Following the 10-step directions for the magic Cinderella Cake:

CINDERELLA CAKE
Make one large cake or nine small ones.

You'll need:
1 (16 oz) package Pillsbury Hot Roll Mix
1 (18.25 oz) package butter-type cake mix, divided use
1 cup warm (not hot) water
3 eggs
1 cup applesauce
5 cups sweet bits (see Step 5)

1. Remove yeast from roll mix; pour mix into large electric mixer bowl.

2. Set aside one cup cake mix; pour remainder into bowl with roll mix.

3. Mix yeast from roll mix with warm water.

4. Add yeast, eggs and applesauce to the mixes in the bowl. Beat slowly a minute or two to blend ingredients, then beat at high speed for eight minutes, scraping sides of bowl occasionally.

Meanwhile . . .
5. Mix the cup of reserved cake mix with five cups of sweet bits -- using at least two for variety: candied cherries, raisins, chopped pitted dates, glaceed mixed fruit, semisweet chocolate pieces, flaked coconut, butterscotch pieces or chopped nuts. (If you're using a very large fancy mold, use three cups of nuts and two cups of other goodies to prevent cake from breaking apart while being removed from the mold.)

6. Fold goodies into bowl with mixes, continuing to stir till everything is evenly distributed throughout the batter.

7. Fold batter into generously buttered angel-food pan
or smaller molds.
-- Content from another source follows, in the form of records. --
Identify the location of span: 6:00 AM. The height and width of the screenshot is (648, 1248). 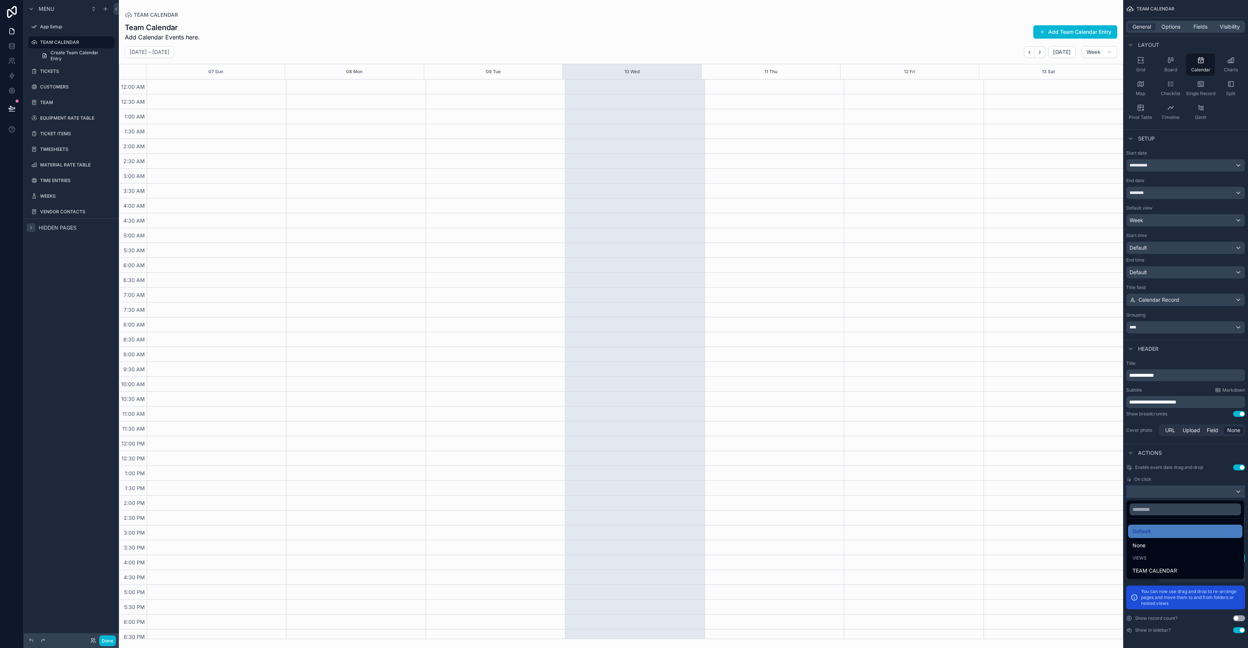
(134, 265). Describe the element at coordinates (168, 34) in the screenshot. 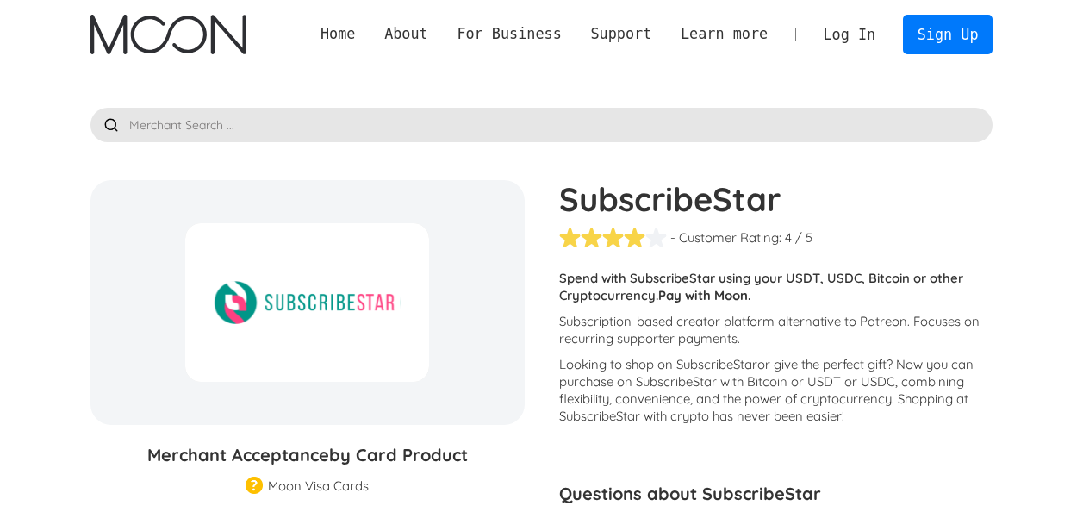

I see `img: Moon Logo` at that location.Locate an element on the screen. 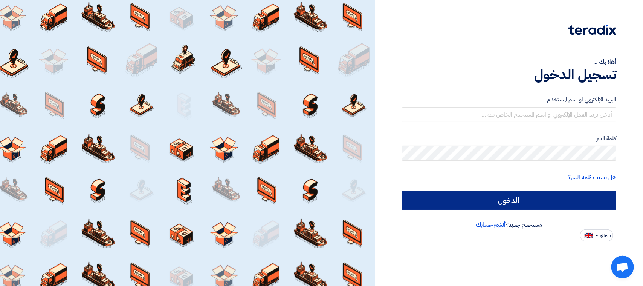  img: Teradix logo is located at coordinates (592, 30).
It will fill one angel pan,
two 8 by 4 inch loaf pans, or nine 1-cup size pans.
You can use juice cans or soup cans or doll-cake pans.
Fill pans no more than three-fourths full,
not to the top.

8. Bake at 350 degrees F. (moderate oven) until cake pulls away from sides of pan and a cake tester or toothpick inserted deep in center comes out clean and dry. Small, one-cup pans, take about 20 to 25 minutes; large size takes an hour to an hour and 10 minutes.

9. Cool in pan 30 minutes, then remove and finish cooling. To remove cake, loosen first around edges with sharp knife, then tap pan firmly on a counter surface and invert onto plate. If cake doesn't slide out, gently separate it from pan (in one place only) with a long, thin knife, then repeat tapping and invert pan again. If necessary trim cake (after it has completely cooled) so that it rests flat on your cake plate. Frost if desired with butter-cream frosting-in-a-can.

10. Cut and eat or wrap and pack and send away to a beau at school or freeze and save for Christmas -- eating or giving.